Seeking Détente in the Battle of the Sexes

Screenshot taken from Official Trailer

Written By Simon Moetara, New Zealand

Rating: 2.5/5

Battle of the Sexes is the latest movie to weigh in on the ongoing discussion on gender equality. It centers on the highly publicized 1973 tennis match between 29-year-old female tennis star Billie Jean King and 55-year-old past-his-prime former champion Bobby Riggs.

King (played by Emma Stone) was one of the United States’ first public personalities to live openly as a homosexual; the first part of the film focuses on her struggle with her sexuality as she enters a relationship with hairdresser Marilyn Barnett (Andrea Riseborough) despite being married to Larry King (Austin Stowell). The film addresses a number of big topics, perhaps biting off more than can be properly digested in a running time of just two hours, but one key issue, inherent in the film’s title, is that of gender equality.

King battles for pay parity for women, who earned eight times (and sometimes 12 times!) less in prize money than their male counterparts. Second wave feminism was well underway by this time, focusing on issues such as workplace rights and sexuality. In this climate of increasing female concern for a stronger voice and rights, King led a number of female players to leave the United States Lawn Tennis Association (USLTA) and start the Virginia Slims Circuit competition because of this massive disparity in prize money.

Although the film is set more than 40 years ago, the gender pay gap issue is still alive today. In my own nation of New Zealand, the Equal Pay Act was passed in 1972, but current research shows that women are still paid 16 percent less than male colleagues who contribute the same value. In some industries, such as finance, insurance and telecommunications, the gap stretches to more than 40 percent.

Enter Riggs, a 55-year-old former champion with gambling issues and a self-professed “male chauvinist pig.” Riggs (played, as one reviewer puts it, as “pathetically needy” by Steve Carell) sees a chance to get back in the spotlight and argues that the female game is inferior. Riggs had won Wimbledon and the U.S. National Championships in 1939 and came out of retirement to challenge top female players, contending that they wouldn’t able to beat an old man like himself.

Riggs originally challenges King, pitching the idea of the match as, “Male chauvinist pig versus hairy legged feminist, no offence.” King declines, but after Riggs easily defeats the world no. 1 Margaret Court 6-2 6-1 in under an hour (in what became known as “The Mother’s Day Massacre”), King takes up the challenge.

In a lively press conference, Riggs opines, “Don’t get me wrong. I love women in the bedroom and in the kitchen. But these days, they want to be everywhere. They want to be doing everything. Where is it going to end?” In one pre-match interview, Riggs revels in his “male chauvinist” persona, saying things like, “The male is king, the male is supreme, I’ve said it over and over again.” While this type of discourse may have been bluster on Riggs’ part, it represented a very real mind-set for many in his time—and still does today.

While Riggs is waving the chauvinism banner, King’s husband Larry warns her lover Marilyn, “We’re both just sideshows. If you get between her and the game, you’ll be gone.” King’s husband realizes that he is second-fiddle to the game itself. Both Riggs’ language asserting male superiority and King’s view of “spouse as sideshow” are a far cry from the biblical principle of mutual submission to one another, “out of reverence for Christ” (Eph 5:21), the One who voluntarily relinquished his power, coming not to be served but to serve, laying down his life for us (Mark 10:45).

In his classic work, Celebration of Discipline, Christian writer Richard Foster points out, “The biblical teaching on submission focuses primarily on the spirit with which we view other people. Scripture does not attempt to set forth a series of hierarchical relationships but to communicate to us an inner attitude of mutual subordination.” The idea of mutual submission removes any thought of gender superiority.

In our age of personal rights and love of power, submission is seen as a sign of weakness, something to be resisted. Submission is what a UFC fighter does when he’s dominated by a stronger opponent; the weak roll over and submit, they tap out. This idea of submission is incredibly challenging for us because it challenges our notions of power, and at the heart of submission is the deliberate surrender of power.

Those in power in the Greco-Roman world could expect submission from their subordinates, but Paul’s appeal takes an unexpected twist, in that Christ’s followers are to submit to “one another”. He subverts the normal usage of the term to express the belief that all followers of Christ should “give way” to one another, preferring one another in love within the Christian community. The apostle Paul provides this pattern of behavior for all relationships within the body of Christ, and so challenges the hierarchical structures of their time—and ours.

In a fallen world, as one commentator puts it, “to love and cherish becomes to desire and dominate.” However, if we can follow the Spirit’s leading, we will enjoy a life in which both male and female are honored as God’s image bearers, and rather than being dominated or overshadowed, we can live a life in which we give way to one another, preferring each other in love. Because both male and female bear God’s image, there is no justification for discrimination in any form—whether in pay, significance, or status.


* _Problem to work on_
Reproduce every entry exactly and leave its pictures out.

* _Dataset extract_
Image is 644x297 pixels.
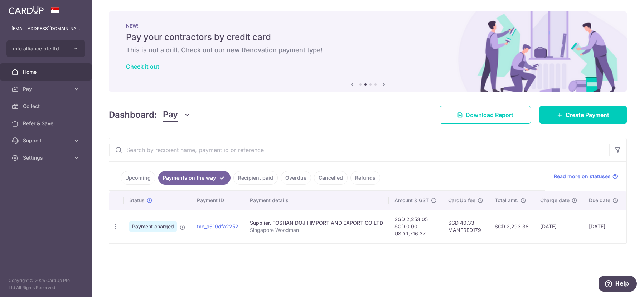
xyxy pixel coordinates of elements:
td: SGD 40.33 MANFRED179 [443,210,489,243]
span: Total amt. [495,197,519,204]
th: Payment details [244,191,389,210]
span: Pay [163,108,178,122]
th: Payment ID [191,191,244,210]
span: Download Report [466,110,513,119]
h4: Dashboard: [109,108,157,122]
span: Payment charged [129,222,177,231]
a: txn_a610dfa2252 [197,223,238,229]
span: Due date [589,197,610,204]
input: Search by recipient name, payment id or reference [109,139,609,161]
p: Singapore Woodman [250,227,383,234]
td: SGD 2,293.38 [489,210,534,243]
img: Renovation banner [109,11,627,92]
h6: This is not a drill. Check out our new Renovation payment type! [126,46,610,54]
td: [DATE] [583,210,624,243]
span: Create Payment [566,110,609,119]
span: Home [23,69,70,75]
span: Collect [23,103,70,110]
a: Refunds [351,171,380,184]
span: Read more on statuses [554,173,610,180]
a: Create Payment [540,106,627,124]
a: Overdue [281,171,311,184]
iframe: Opens a widget where you can find more information [598,275,637,293]
td: SGD 2,253.05 SGD 0.00 USD 1,716.37 [389,210,443,243]
span: mfc alliance pte ltd [13,45,66,52]
span: Pay [23,86,70,93]
span: Status [129,197,145,204]
span: CardUp fee [448,197,475,204]
a: Recipient paid [234,171,278,184]
span: Settings [23,154,70,161]
p: NEW! [126,23,610,28]
button: mfc alliance pte ltd [7,40,85,57]
div: Supplier. FOSHAN DOJII IMPORT AND EXPORT CO LTD [250,219,383,227]
a: Download Report [440,106,531,124]
img: CardUp [9,6,44,14]
img: Bank Card [626,222,640,231]
span: Charge date [540,197,569,204]
a: Upcoming [121,171,155,184]
h5: Pay your contractors by credit card [126,31,610,43]
span: Refer & Save [23,120,70,127]
td: [DATE] [534,210,583,243]
a: Check it out [126,63,159,70]
span: Support [23,137,70,144]
a: Read more on statuses [554,173,618,180]
p: [EMAIL_ADDRESS][DOMAIN_NAME] [11,25,80,32]
a: Payments on the way [158,171,231,184]
a: Cancelled [314,171,348,184]
span: Amount & GST [395,197,429,204]
button: Pay [163,108,190,122]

* _Your solution_
Image is 644x297 pixels.
xyxy pixel coordinates of elements:
td: SGD 40.33 MANFRED179 [443,210,489,243]
span: Total amt. [495,197,519,204]
th: Payment details [244,191,389,210]
span: Pay [163,108,178,122]
th: Payment ID [191,191,244,210]
span: Download Report [466,110,513,119]
h4: Dashboard: [109,108,157,122]
span: Payment charged [129,222,177,231]
a: txn_a610dfa2252 [197,223,238,229]
span: Due date [589,197,610,204]
input: Search by recipient name, payment id or reference [109,139,609,161]
p: Singapore Woodman [250,227,383,234]
td: SGD 2,293.38 [489,210,534,243]
img: Renovation banner [109,11,627,92]
h6: This is not a drill. Check out our new Renovation payment type! [126,46,610,54]
td: [DATE] [583,210,624,243]
span: Create Payment [566,110,609,119]
span: Home [23,69,70,75]
span: Collect [23,103,70,110]
a: Refunds [351,171,380,184]
span: Read more on statuses [554,173,610,180]
a: Create Payment [540,106,627,124]
a: Overdue [281,171,311,184]
iframe: Opens a widget where you can find more information [598,275,637,293]
td: SGD 2,253.05 SGD 0.00 USD 1,716.37 [389,210,443,243]
span: mfc alliance pte ltd [13,45,66,52]
span: Pay [23,86,70,93]
span: Status [129,197,145,204]
span: CardUp fee [448,197,475,204]
a: Recipient paid [234,171,278,184]
span: Settings [23,154,70,161]
p: NEW! [126,23,610,28]
button: mfc alliance pte ltd [7,40,85,57]
div: Supplier. FOSHAN DOJII IMPORT AND EXPORT CO LTD [250,219,383,227]
a: Download Report [440,106,531,124]
img: CardUp [9,6,44,14]
img: Bank Card [626,222,640,231]
span: Charge date [540,197,569,204]
a: Upcoming [121,171,155,184]
h5: Pay your contractors by credit card [126,31,610,43]
span: Refer & Save [23,120,70,127]
td: [DATE] [534,210,583,243]
a: Check it out [126,63,159,70]
span: Support [23,137,70,144]
a: Read more on statuses [554,173,618,180]
p: [EMAIL_ADDRESS][DOMAIN_NAME] [11,25,80,32]
a: Payments on the way [158,171,231,184]
a: Cancelled [314,171,348,184]
span: Amount & GST [395,197,429,204]
button: Pay [163,108,190,122]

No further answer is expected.